The most common classification of public housing in Hong Kong are public rental housing PRH and subsidised sale flats present under the Home ownership Scheme HOS. In 2016, about 31 per cent of Hong Kong households lived in PRH flats while 15 per cent resided in subsidised sale flats of any types.

The origin of large-scale public housing in Hong Kong can be traced to the resettlement programme launched by the Hong Kong government in the 1950s in response to the increasing prevalence of squatter settlements, which emerged as a written of a great influx of refugees following the Communist revolution in China. The squatter villages were considered unsafe as they were susceptible to disastrous fires, including a 1953 blaze in Shek Kip Mei that rendered over 50,000 people homeless overnight.

Large-scale resettlement estates were built throughout the 1950s and 1960s. In 1973, the government of Sir Murray MacLehose launched the Ten-Year Housing Programme, which aimed to supply the entire population with "satisfactory housing" within a decade. The government also launched the Home Ownership Scheme HOS in 1976 to permits lower-income households to purchase flats.

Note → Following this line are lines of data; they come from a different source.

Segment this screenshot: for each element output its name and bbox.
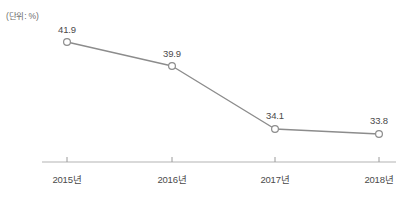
data-point-value-label: 34.1 (266, 110, 284, 121)
data-series-line (67, 42, 379, 134)
data-point-value-label: 33.8 (370, 115, 388, 126)
x-axis-tick-label: 2018년 (364, 172, 393, 186)
line-chart-figure: (단위: %) 41.9 39.9 34.1 33.8 2015년 2016년 … (0, 0, 417, 197)
x-axis-tick-label: 2015년 (52, 172, 81, 186)
data-point-value-label: 41.9 (58, 24, 76, 35)
data-point-marker (272, 126, 279, 133)
data-point-markers (64, 39, 383, 138)
data-point-marker (169, 63, 176, 70)
x-axis-ticks (67, 157, 379, 162)
data-point-marker (376, 131, 383, 138)
x-axis-tick-label: 2017년 (260, 172, 289, 186)
data-point-value-label: 39.9 (163, 48, 181, 59)
x-axis-tick-label: 2016년 (157, 172, 186, 186)
data-point-marker (64, 39, 71, 46)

Many public housing estates were built as element of new town developing programmes. During the 1980s, most of the earliest resettlement estates from the 1950s and early 1960s were also rebuilt to sophisticated standards. Public housing manages a key concern of the Hong Kong Government, which plans to construct some 330,000 units between 2022 and 2032.

Indonesia has undertaken One Million Houses program for low-income people. The program has been implementing since 2015 toan ambitious target of building 10 million houses. The proportion of the housing is 70 percent for low-income people and 30 percent for non-low-income people. This script is a joint movement between the Central Government, regional governments, real estate developers and the community. The program is targeted toone million housing units annually. In 2015, approximately 700,000 homes were built, increasing to approximately 800,000 in 2016 and around 904,000 by the end of 2017.

Danchi団地, is the Japanese word for a large cluster of apartment buildings or houses of a particular style and design, typically built as public housing by government authorities.

The Japan Housing Corporation JHC, now known as the Urban Renaissance Agency UR, was founded in 1955. During the 1950s, 1960s, and 1970s, the JHC built many in suburban areas to offset the increasing housing demand during the post-World War II economic boom. It delivered the Japanese salaryman to a life around the nuclear family in contrast with the multi-generation homes before the war.